**WHAT THE TASK REQUIRES**
Transcribe word for word each line from the one containing "Find the location" to the final line of the data, both included. Skip the pictures.

**MATERIAL SUPPLIED**
------------------------------
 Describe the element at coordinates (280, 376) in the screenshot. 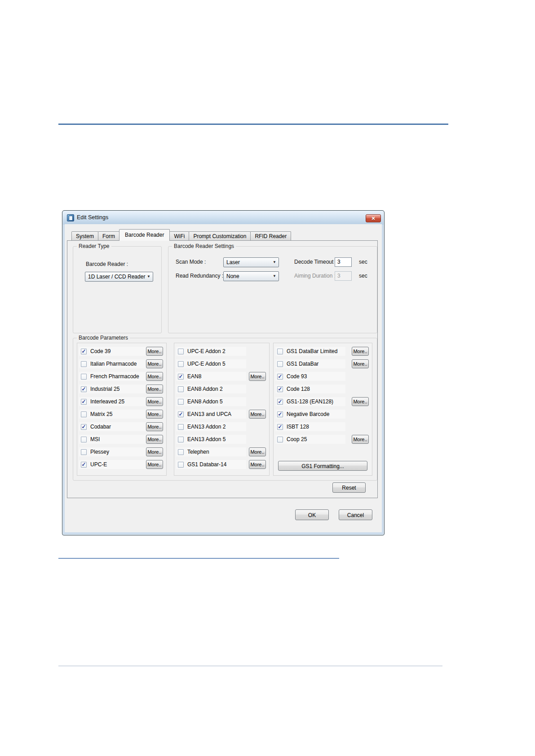

I see `checkbox-code-93: ✓` at that location.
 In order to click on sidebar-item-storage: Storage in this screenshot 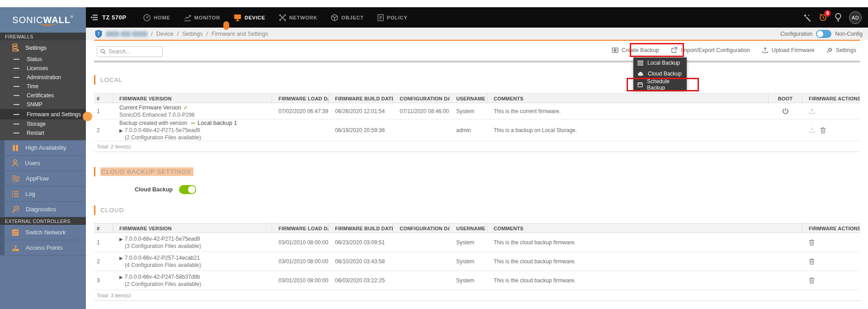, I will do `click(43, 124)`.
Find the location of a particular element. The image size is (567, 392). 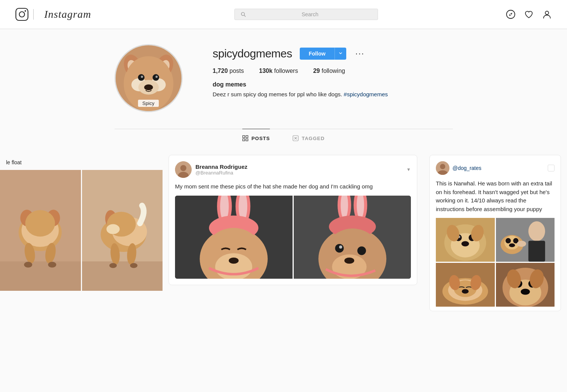

tweet-expand-icon: ▼ is located at coordinates (409, 170).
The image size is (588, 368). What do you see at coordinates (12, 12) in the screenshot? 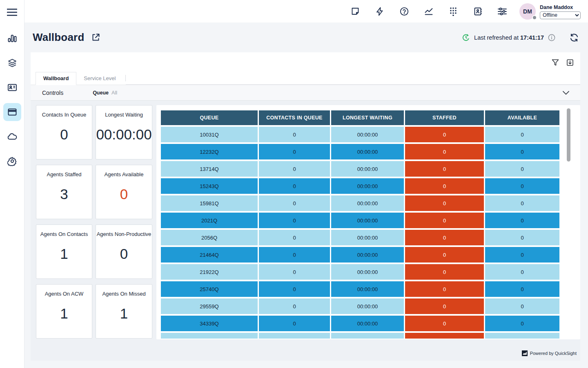
I see `menu-icon` at bounding box center [12, 12].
------------------------------
**TASK OUTPUT**
Find the location of a particular element. The image size is (567, 392). 

tweet-expand-icon: ▼ is located at coordinates (409, 170).
The image size is (588, 368). What do you see at coordinates (12, 12) in the screenshot? 
I see `menu-icon` at bounding box center [12, 12].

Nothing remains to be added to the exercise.